If you can see missing or curling shingles from the ground, granules collecting in your gutters, dark patches on the roof, or any ceiling stain inside, schedule one. Roof age over 15 years is a sign on its own. After any major storm, schedule one regardless of what you see.
Walk around your house and look for shingles that are missing, lifted, curled at the edges, or noticeably darker than the rest. Check downspout outlets for piles of granules — they look like coarse black sand. Glance at the chimney and any vents for visibly loose flashing.
Yes — and that's the most common case. Loose flashing under a chimney, small punctures in valleys, lifted shingles on the back slope of the house, and underlayment damage from hail are all invisible from the ground. A pro inspection catches what you can't.
Asphalt shingle roofs last 20 to 30 years on average, depending on quality and climate. Once you pass year 15, signs start appearing more often, and inspection frequency should go up to twice a year.
Some granule loss is normal, especially right after installation.

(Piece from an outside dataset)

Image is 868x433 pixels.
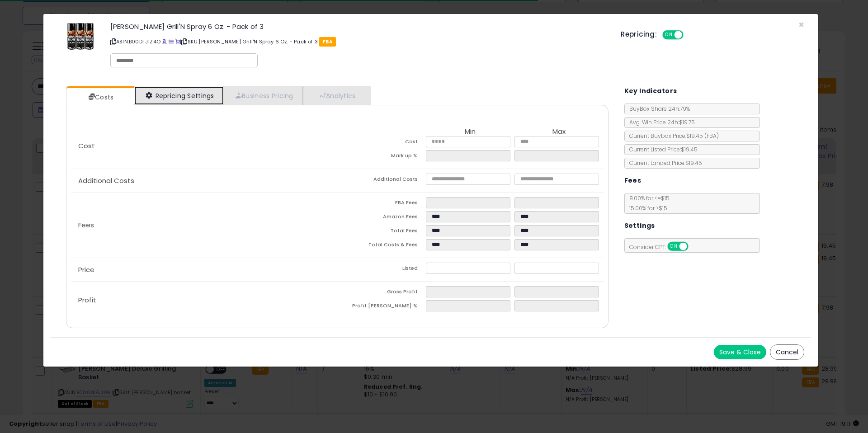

Heavy granule loss from an older roof means the shingles are wearing down to the asphalt below — they're losing the layer that protects them from UV and weather. That's a sign the roof is in the back half of its life.
Schedule an inspection that week if you can. Don't wait for the next storm. If a leak is already visible inside, put a bucket under it, take photos for insurance, and get a roofer out within a few days. Then set a yearly reminder so you never get caught off guard again.
Free yearly roof inspection reminder. No account, no app. Get an email before each inspection is due so you catch problems before they catch you.